From http://www.psdn.com/library/thread.jspa?messageID=8212
>>
Let's take that debate in a new thread
For me it's pretty clear where the AppServer fits in. When you want a thin client, meaning as few lines of business logic as possible deployed on the client, you need a server that can service application requests. For OpenEdge this means an AppServer when you want to implement business logic as ABL-code.
All services that you require in the client have to be exposed by the AppServer. There could be more services for other types of clients of course. Exposing a service means exposing a weldefined and stable contract (behavior and data). A service should not trust any incoming requests, so it should validate all data. You should only expose those services that are capable of keeping the integrity of the system intact. Compare it to exposing the raw database to a "customer maintenance service". Both services can update the database, but only the 2nd service we trust.
Once you're inside the AppServer's boundary and the request has been validated, you might reduce the trust level. Now the internal object model comes into play. It's about transactions, entities, data transformation (from class instance/temp-table to database buffer and vice versa), database access, etc.
It isn't as if I am doubting that
AppServer is useful, just that I a fuzzy about where it does and
doesn't have a role. As historically used, it provides an interface
between a remote client, whether ABL or some other technology, and
the server. If we have that kind of client in our new application,
i.e., not a browser, then to be sure it seems likely that we will
use AppServer to make the connection. But, does it have any other
role? That's what I don't know yet. AppServer, more than anything
else, has taught us about the virtues of statelessness for
scalability, but, it is also clear that statelessness presents some
issues, some tradeoffs, so we need to be judicious in where we do
and don't strive for statelessness in our components and services.
This is one of the reasons I think multi-threaded sessions are so
important since it means that the main controlling thread can be
stateless, but state for long running in-process activities can be
maintained in the threads. The question is, how does one session
avail itself of the services of other sessions. This might have
something to do with AppServer and it might not since it is an
intra-server issue, not a client-server one. For server to server
connections, I think there is a strong argument for the use of
Sonic because it has all the right bits. And, no reason to think
that it won't also serve for service to service connections within
a server as long as we are talking about services of the type and
level which one typically associates with SOA. But, what do we do
for smaller scale connections, i.e., the kind of thing that one
would ordinarily deploy within a single JVM, were we writing in
Java? Without a multi-threaded AVM, it seems like we need to
provide a way to strap together multiple sessions in order to
provide multiple lines of execution within a single logical
service.
As historically used, it
provides an interface between a remote client,
whether ABL or some other technology, and the server.
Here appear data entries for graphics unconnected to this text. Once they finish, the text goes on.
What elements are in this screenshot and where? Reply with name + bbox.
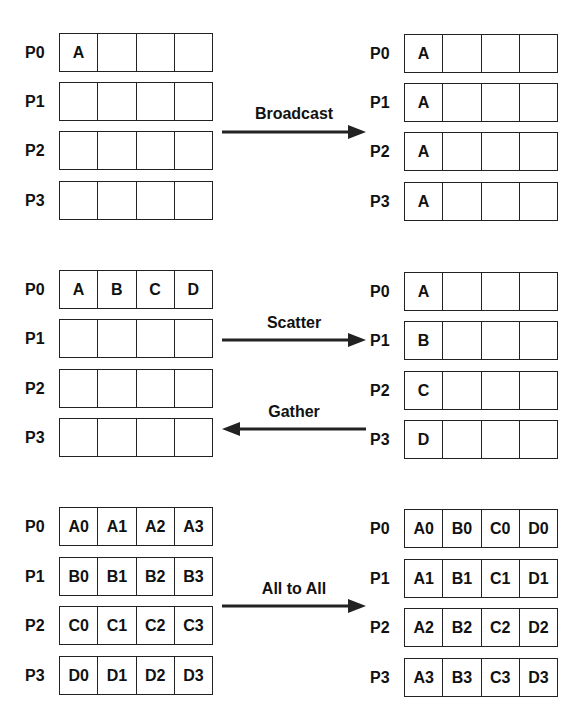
buffer: A <box>404 83 558 122</box>
buffer-cell <box>482 372 520 409</box>
buffer-cell <box>98 34 136 71</box>
buffer-cell <box>443 35 481 72</box>
buffer-cell <box>175 320 212 357</box>
buffer-cell <box>137 370 175 407</box>
buffer-cell: B2 <box>443 609 481 646</box>
buffer: A <box>404 34 558 73</box>
buffer-cell <box>482 183 520 220</box>
buffer-cell: C3 <box>482 659 520 696</box>
buffer-cell: D2 <box>520 609 557 646</box>
buffer: A0B0C0D0 <box>404 509 558 548</box>
buffer-cell: B3 <box>443 659 481 696</box>
buffer-cell: C0 <box>60 607 98 644</box>
process-label: P0 <box>370 509 400 549</box>
buffer-cell <box>482 421 520 458</box>
buffer: D <box>404 420 558 459</box>
buffer-cell: B <box>98 271 136 308</box>
buffer-cell <box>175 83 212 120</box>
buffer <box>59 319 213 358</box>
process-row: P2C0C1C2C3 <box>59 606 214 646</box>
buffer-cell <box>175 132 212 169</box>
buffer-cell <box>482 35 520 72</box>
arrow-left-icon <box>222 419 366 439</box>
buffer-cell: D3 <box>175 657 212 694</box>
process-row: P3 <box>59 181 214 221</box>
buffer-cell: C2 <box>137 607 175 644</box>
buffer-cell <box>175 370 212 407</box>
process-label: P3 <box>370 420 400 460</box>
buffer-cell <box>520 273 557 310</box>
process-row: P1B0B1B2B3 <box>59 557 214 597</box>
process-label: P2 <box>25 369 55 409</box>
process-label: P3 <box>25 418 55 458</box>
buffer-cell <box>520 84 557 121</box>
buffer-cell <box>520 322 557 359</box>
buffer-cell: D3 <box>520 659 557 696</box>
buffer-cell <box>443 183 481 220</box>
buffer: C <box>404 371 558 410</box>
buffer-cell: D0 <box>60 657 98 694</box>
buffer-cell: A2 <box>137 508 175 545</box>
buffer: A0A1A2A3 <box>59 507 213 546</box>
buffer-cell <box>482 273 520 310</box>
buffer <box>59 418 213 457</box>
buffer: A1B1C1D1 <box>404 559 558 598</box>
buffer-cell <box>443 421 481 458</box>
buffer-cell: A1 <box>98 508 136 545</box>
buffer-cell: B1 <box>443 560 481 597</box>
buffer-cell <box>98 182 136 219</box>
process-label: P2 <box>25 606 55 646</box>
buffer: A <box>404 182 558 221</box>
buffer-cell: C1 <box>98 607 136 644</box>
buffer-cell: C <box>405 372 443 409</box>
buffer: B0B1B2B3 <box>59 557 213 596</box>
arrow-right-icon <box>222 596 366 616</box>
process-row: P1A1B1C1D1 <box>404 559 559 599</box>
buffer-cell: A <box>60 271 98 308</box>
process-row: P1B <box>404 321 559 361</box>
buffer: A2B2C2D2 <box>404 608 558 647</box>
buffer-cell <box>482 133 520 170</box>
buffer: C0C1C2C3 <box>59 606 213 645</box>
buffer-cell: B1 <box>98 558 136 595</box>
operation-label: Gather <box>222 403 366 421</box>
buffer: ABCD <box>59 270 213 309</box>
process-label: P1 <box>25 319 55 359</box>
buffer-cell: C <box>137 271 175 308</box>
buffer-cell: A2 <box>405 609 443 646</box>
buffer-cell <box>60 370 98 407</box>
process-label: P0 <box>25 33 55 73</box>
buffer: A <box>404 132 558 171</box>
process-label: P0 <box>370 34 400 74</box>
buffer-cell: A0 <box>405 510 443 547</box>
buffer-cell: A0 <box>60 508 98 545</box>
buffer-cell <box>175 34 212 71</box>
operation-label: Scatter <box>222 314 366 332</box>
buffer-cell <box>443 322 481 359</box>
buffer: A3B3C3D3 <box>404 658 558 697</box>
buffer-cell <box>443 133 481 170</box>
process-label: P3 <box>370 182 400 222</box>
buffer-cell <box>520 183 557 220</box>
process-label: P2 <box>370 132 400 172</box>
operation-label: Broadcast <box>222 105 366 123</box>
process-label: P3 <box>25 656 55 696</box>
buffer-cell <box>60 419 98 456</box>
process-row: P2A <box>404 132 559 172</box>
process-label: P2 <box>370 608 400 648</box>
arrow-right-icon <box>222 122 366 142</box>
buffer-cell <box>60 83 98 120</box>
buffer-cell: A3 <box>405 659 443 696</box>
process-row: P2A2B2C2D2 <box>404 608 559 648</box>
buffer-cell <box>98 83 136 120</box>
process-label: P0 <box>25 507 55 547</box>
buffer-cell: C0 <box>482 510 520 547</box>
buffer-cell <box>520 35 557 72</box>
buffer-cell: A1 <box>405 560 443 597</box>
buffer-cell: D0 <box>520 510 557 547</box>
process-row: P1A <box>404 83 559 123</box>
buffer-cell <box>98 370 136 407</box>
process-row: P1 <box>59 82 214 122</box>
process-row: P3D <box>404 420 559 460</box>
buffer-cell <box>137 182 175 219</box>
If we have that kind of client in our new
application, i.e., not a browser, then to be sure it
seems likely that we will use AppServer to make the
connection.
I agree.
But, does it have any other role?
I don't think so.
That's what I don't know yet.
AppServer, more than anything else, has taught us
about the virtues of statelessness for scalability,
but, it is also clear that statelessness presents
some issues, some tradeoffs, so we need to be
judicious in where we do and don't strive for
statelessness in our components and services.
The "statelessness" only applies to the service layer were the request is received, potentially "massaged" and passed down to the server side, internal, object model which encapsulate data and behavior, thus maintaining state for the lifetime of the request. I see no need to pass the entire context from one method call to another all the time.
This
is one of the reasons I think multi-threaded sessions
are so important since it means that the main
controlling thread can be stateless, but state for
long running in-process activities can be maintained
in the threads.
Were does this need for multithreading come from? Sure I can see it's beneficial to split certain requests in carefully designed parallel requests, but most of the logic isn't suited for that.
Because the scope of a session is so limited without it. With
multithreading, a stateless primary service component can listen to
requests on the bus and, when one is received, can identify the
type of work that needs to be done, fork off a thread to process
the request and return almost immediately to listening. When the
process completes, it triggers the main process which takes the
results and passes them back to the bus. This allows a single
service to be simultaneously process multiple requests without
being blocked. Doing that without multi-threading seems like it is
going to take some pretty clumsy or heavy-weight interfaces.